Brass
“The shining metal; copper or bronze”
Summary
The biblical term translated 'brass' actually refers to copper or bronze, a metal extensively used in antiquity for tools, vessels, weapons, and religious articles, and employed symbolically for strength, judgment, and stubbornness.
☩The Metal Identified
Modern brass is an alloy of copper and zinc unknown to the ancients. The Hebrew 'nechosheth' refers to copper or bronze (copper and tin). Scripture describes it as a mineral dug from hills and smelted from stone, confirming it was a simple metal. Canaan was promised as a land 'out of whose hills you may dig copper,' and Asher's territory was particularly rich in mines.
☩Early Metalworking
The working of copper predates iron in human history. Tubal-cain is credited as 'the instructor of every artificer in brass and iron,' establishing metalworking in the antediluvian age. Copper's extreme ductility made it universally useful. Bronze, harder than pure copper, was ideal for weapons and tools—the Bronze Age preceded the Iron Age in Palestine's development.
☩Sacred and Secular Uses
Bronze articles pervaded both religious and daily life. The tabernacle's altar of burnt offering was covered with bronze; its laver was bronze; its hundred sockets were bronze. Solomon's temple required bronze in such abundance that its weight could not be calculated. Instruments of war—Goliath's armor, shields, fetters for prisoners—were commonly bronze.
☩Symbolic Meaning
Bronze symbolized strength and endurance: 'gates of brass' that cannot be breached, 'hoofs of brass' for trampling enemies, feet 'like burnished bronze' in the glorified Christ. It also represented righteousness and divine judgment—the bronze altar where sin was judged. Negatively, it symbolized stubborn hardness: a 'brow of brass' described obstinate sinners, and Israel as 'brass' indicated their worthlessness.
☩Prophetic Imagery
In Nebuchadnezzar's dream, the statue's bronze thighs represented Greece—fitting symbolism for the 'brazen-coated Greeks' whose bronze armor was proverbial. The mountains of bronze in Zechariah's vision represented God's immutable decrees. Heaven 'as iron' and earth 'as brass' pictured drought and famine—a sky yielding no rain, a ground producing no fruit.
Related Verses117 mentions
References
- 1.John McClintock and James Strong, "Brass," in Cyclopedia of Biblical, Theological and Ecclesiastical Literature, vol. I (Harper & Brothers, 1867–1887).
- 2.James Orr (ed.), "Brass; Brazen," in International Standard Bible Encyclopedia, vol. I (Howard-Severance Company, 1915).
- 3.George Morrish, "Brass," in Morrish's Concise Bible Dictionary (George Morrish, 1898).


What is required
Go through the data below and retype all of it exactly.

Data items
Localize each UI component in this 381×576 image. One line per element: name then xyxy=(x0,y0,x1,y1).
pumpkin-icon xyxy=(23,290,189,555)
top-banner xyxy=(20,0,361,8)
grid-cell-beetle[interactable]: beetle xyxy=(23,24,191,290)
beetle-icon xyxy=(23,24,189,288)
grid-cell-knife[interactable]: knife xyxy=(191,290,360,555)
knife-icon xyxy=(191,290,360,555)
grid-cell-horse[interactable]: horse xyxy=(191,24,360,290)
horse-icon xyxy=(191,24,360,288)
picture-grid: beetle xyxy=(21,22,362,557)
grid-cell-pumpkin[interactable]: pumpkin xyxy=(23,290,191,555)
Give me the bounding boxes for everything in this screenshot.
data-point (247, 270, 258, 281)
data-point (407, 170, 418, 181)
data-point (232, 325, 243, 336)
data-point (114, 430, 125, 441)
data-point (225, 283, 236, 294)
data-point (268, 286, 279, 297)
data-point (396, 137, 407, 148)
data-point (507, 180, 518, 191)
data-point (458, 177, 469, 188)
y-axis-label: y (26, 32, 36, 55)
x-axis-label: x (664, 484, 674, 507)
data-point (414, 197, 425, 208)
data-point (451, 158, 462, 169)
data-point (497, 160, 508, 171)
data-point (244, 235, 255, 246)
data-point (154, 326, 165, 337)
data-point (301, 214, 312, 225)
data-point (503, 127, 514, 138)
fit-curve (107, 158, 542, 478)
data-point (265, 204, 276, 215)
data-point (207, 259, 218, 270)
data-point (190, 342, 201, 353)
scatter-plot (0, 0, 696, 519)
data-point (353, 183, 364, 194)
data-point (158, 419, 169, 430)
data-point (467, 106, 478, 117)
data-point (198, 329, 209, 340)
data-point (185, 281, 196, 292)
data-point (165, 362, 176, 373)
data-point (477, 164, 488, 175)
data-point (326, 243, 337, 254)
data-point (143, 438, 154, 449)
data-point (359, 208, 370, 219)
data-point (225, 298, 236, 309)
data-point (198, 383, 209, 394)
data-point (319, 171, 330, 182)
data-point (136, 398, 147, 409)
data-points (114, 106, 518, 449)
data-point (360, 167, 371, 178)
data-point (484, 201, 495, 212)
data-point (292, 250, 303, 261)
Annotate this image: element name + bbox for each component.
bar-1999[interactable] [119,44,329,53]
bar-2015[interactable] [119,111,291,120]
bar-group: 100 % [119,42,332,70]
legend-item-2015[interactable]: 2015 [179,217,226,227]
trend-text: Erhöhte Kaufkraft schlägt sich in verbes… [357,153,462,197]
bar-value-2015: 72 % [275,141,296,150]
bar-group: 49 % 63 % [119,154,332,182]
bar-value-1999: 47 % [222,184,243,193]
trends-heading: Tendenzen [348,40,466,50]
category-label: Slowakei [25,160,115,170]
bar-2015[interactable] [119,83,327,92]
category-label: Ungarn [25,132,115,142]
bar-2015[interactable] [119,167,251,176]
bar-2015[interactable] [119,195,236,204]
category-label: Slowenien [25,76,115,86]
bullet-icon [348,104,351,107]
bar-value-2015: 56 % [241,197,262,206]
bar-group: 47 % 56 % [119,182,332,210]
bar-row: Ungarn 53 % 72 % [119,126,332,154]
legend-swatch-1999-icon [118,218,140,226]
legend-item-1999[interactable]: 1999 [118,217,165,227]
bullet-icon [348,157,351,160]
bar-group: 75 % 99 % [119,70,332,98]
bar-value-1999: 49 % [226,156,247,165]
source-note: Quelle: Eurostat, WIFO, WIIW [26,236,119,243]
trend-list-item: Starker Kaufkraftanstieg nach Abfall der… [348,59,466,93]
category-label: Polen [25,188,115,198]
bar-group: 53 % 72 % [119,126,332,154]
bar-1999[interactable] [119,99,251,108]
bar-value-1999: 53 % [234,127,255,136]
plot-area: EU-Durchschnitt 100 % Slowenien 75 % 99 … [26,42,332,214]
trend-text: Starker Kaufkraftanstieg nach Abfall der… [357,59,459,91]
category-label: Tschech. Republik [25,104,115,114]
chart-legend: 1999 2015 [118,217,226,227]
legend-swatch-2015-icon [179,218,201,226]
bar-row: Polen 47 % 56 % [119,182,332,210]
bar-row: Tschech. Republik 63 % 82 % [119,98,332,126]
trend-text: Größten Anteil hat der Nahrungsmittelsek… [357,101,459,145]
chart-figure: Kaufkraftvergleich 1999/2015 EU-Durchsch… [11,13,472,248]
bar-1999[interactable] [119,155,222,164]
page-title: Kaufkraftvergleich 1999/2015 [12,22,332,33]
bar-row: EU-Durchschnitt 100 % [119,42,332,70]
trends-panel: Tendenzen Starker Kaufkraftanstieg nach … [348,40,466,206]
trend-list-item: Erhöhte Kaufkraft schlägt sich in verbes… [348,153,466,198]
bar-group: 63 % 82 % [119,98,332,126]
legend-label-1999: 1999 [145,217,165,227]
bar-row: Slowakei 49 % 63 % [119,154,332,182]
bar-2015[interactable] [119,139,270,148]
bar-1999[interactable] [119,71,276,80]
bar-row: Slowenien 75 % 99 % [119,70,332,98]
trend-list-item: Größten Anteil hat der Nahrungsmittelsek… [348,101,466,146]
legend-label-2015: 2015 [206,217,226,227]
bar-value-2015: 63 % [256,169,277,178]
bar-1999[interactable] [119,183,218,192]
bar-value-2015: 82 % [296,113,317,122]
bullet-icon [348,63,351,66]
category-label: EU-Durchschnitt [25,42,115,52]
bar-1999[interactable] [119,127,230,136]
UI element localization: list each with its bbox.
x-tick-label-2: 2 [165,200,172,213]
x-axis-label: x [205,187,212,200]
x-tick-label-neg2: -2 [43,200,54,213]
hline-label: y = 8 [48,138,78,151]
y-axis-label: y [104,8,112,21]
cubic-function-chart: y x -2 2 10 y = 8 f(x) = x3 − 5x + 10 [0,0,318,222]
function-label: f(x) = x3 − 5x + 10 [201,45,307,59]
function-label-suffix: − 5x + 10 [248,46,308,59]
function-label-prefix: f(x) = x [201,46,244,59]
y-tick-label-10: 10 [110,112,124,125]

Worked solution
Localize each UI component in this 381×576 image. One line per element: name then xyxy=(x0,y0,x1,y1).
pumpkin-icon xyxy=(23,290,189,555)
top-banner xyxy=(20,0,361,8)
grid-cell-beetle[interactable]: beetle xyxy=(23,24,191,290)
beetle-icon xyxy=(23,24,189,288)
grid-cell-knife[interactable]: knife xyxy=(191,290,360,555)
knife-icon xyxy=(191,290,360,555)
grid-cell-horse[interactable]: horse xyxy=(191,24,360,290)
horse-icon xyxy=(191,24,360,288)
picture-grid: beetle xyxy=(21,22,362,557)
grid-cell-pumpkin[interactable]: pumpkin xyxy=(23,290,191,555)
Give me the bounding boxes for everything in this screenshot.
data-point (247, 270, 258, 281)
data-point (407, 170, 418, 181)
data-point (232, 325, 243, 336)
data-point (114, 430, 125, 441)
data-point (225, 283, 236, 294)
data-point (268, 286, 279, 297)
data-point (396, 137, 407, 148)
data-point (507, 180, 518, 191)
data-point (458, 177, 469, 188)
y-axis-label: y (26, 32, 36, 55)
x-axis-label: x (664, 484, 674, 507)
data-point (414, 197, 425, 208)
data-point (451, 158, 462, 169)
data-point (497, 160, 508, 171)
data-point (244, 235, 255, 246)
data-point (154, 326, 165, 337)
data-point (301, 214, 312, 225)
data-point (503, 127, 514, 138)
fit-curve (107, 158, 542, 478)
data-point (265, 204, 276, 215)
data-point (207, 259, 218, 270)
data-point (190, 342, 201, 353)
scatter-plot (0, 0, 696, 519)
data-point (353, 183, 364, 194)
data-point (158, 419, 169, 430)
data-point (467, 106, 478, 117)
data-point (198, 329, 209, 340)
data-point (185, 281, 196, 292)
data-point (165, 362, 176, 373)
data-point (477, 164, 488, 175)
data-point (326, 243, 337, 254)
data-point (143, 438, 154, 449)
data-point (359, 208, 370, 219)
data-point (225, 298, 236, 309)
data-point (198, 383, 209, 394)
data-point (319, 171, 330, 182)
data-point (136, 398, 147, 409)
data-points (114, 106, 518, 449)
data-point (360, 167, 371, 178)
data-point (484, 201, 495, 212)
data-point (292, 250, 303, 261)
Annotate this image: element name + bbox for each component.
bar-1999[interactable] [119,44,329,53]
bar-2015[interactable] [119,111,291,120]
bar-group: 100 % [119,42,332,70]
legend-item-2015[interactable]: 2015 [179,217,226,227]
trend-text: Erhöhte Kaufkraft schlägt sich in verbes… [357,153,462,197]
bar-value-2015: 72 % [275,141,296,150]
bar-group: 49 % 63 % [119,154,332,182]
bar-value-1999: 47 % [222,184,243,193]
trends-heading: Tendenzen [348,40,466,50]
category-label: Slowakei [25,160,115,170]
bar-2015[interactable] [119,83,327,92]
category-label: Ungarn [25,132,115,142]
bar-2015[interactable] [119,167,251,176]
bar-2015[interactable] [119,195,236,204]
category-label: Slowenien [25,76,115,86]
bullet-icon [348,104,351,107]
bar-value-2015: 56 % [241,197,262,206]
bar-group: 47 % 56 % [119,182,332,210]
bar-row: Ungarn 53 % 72 % [119,126,332,154]
legend-swatch-1999-icon [118,218,140,226]
legend-item-1999[interactable]: 1999 [118,217,165,227]
bullet-icon [348,157,351,160]
bar-group: 75 % 99 % [119,70,332,98]
bar-value-1999: 49 % [226,156,247,165]
source-note: Quelle: Eurostat, WIFO, WIIW [26,236,119,243]
trend-list-item: Starker Kaufkraftanstieg nach Abfall der… [348,59,466,93]
category-label: Polen [25,188,115,198]
bar-group: 53 % 72 % [119,126,332,154]
bar-1999[interactable] [119,99,251,108]
bar-value-1999: 53 % [234,127,255,136]
plot-area: EU-Durchschnitt 100 % Slowenien 75 % 99 … [26,42,332,214]
trend-text: Starker Kaufkraftanstieg nach Abfall der… [357,59,459,91]
category-label: Tschech. Republik [25,104,115,114]
chart-legend: 1999 2015 [118,217,226,227]
legend-swatch-2015-icon [179,218,201,226]
bar-row: Polen 47 % 56 % [119,182,332,210]
bar-row: Tschech. Republik 63 % 82 % [119,98,332,126]
trend-text: Größten Anteil hat der Nahrungsmittelsek… [357,101,459,145]
chart-figure: Kaufkraftvergleich 1999/2015 EU-Durchsch… [11,13,472,248]
bar-1999[interactable] [119,155,222,164]
page-title: Kaufkraftvergleich 1999/2015 [12,22,332,33]
bar-row: EU-Durchschnitt 100 % [119,42,332,70]
trends-panel: Tendenzen Starker Kaufkraftanstieg nach … [348,40,466,206]
trend-list-item: Erhöhte Kaufkraft schlägt sich in verbes… [348,153,466,198]
bar-group: 63 % 82 % [119,98,332,126]
legend-label-1999: 1999 [145,217,165,227]
bar-row: Slowakei 49 % 63 % [119,154,332,182]
bar-2015[interactable] [119,139,270,148]
bar-1999[interactable] [119,71,276,80]
bar-row: Slowenien 75 % 99 % [119,70,332,98]
trend-list-item: Größten Anteil hat der Nahrungsmittelsek… [348,101,466,146]
legend-label-2015: 2015 [206,217,226,227]
bar-value-2015: 63 % [256,169,277,178]
bar-1999[interactable] [119,183,218,192]
bar-value-2015: 82 % [296,113,317,122]
bullet-icon [348,63,351,66]
category-label: EU-Durchschnitt [25,42,115,52]
bar-1999[interactable] [119,127,230,136]
UI element localization: list each with its bbox.
x-tick-label-2: 2 [165,200,172,213]
x-axis-label: x [205,187,212,200]
x-tick-label-neg2: -2 [43,200,54,213]
hline-label: y = 8 [48,138,78,151]
y-axis-label: y [104,8,112,21]
cubic-function-chart: y x -2 2 10 y = 8 f(x) = x3 − 5x + 10 [0,0,318,222]
function-label: f(x) = x3 − 5x + 10 [201,45,307,59]
function-label-suffix: − 5x + 10 [248,46,308,59]
function-label-prefix: f(x) = x [201,46,244,59]
y-tick-label-10: 10 [110,112,124,125]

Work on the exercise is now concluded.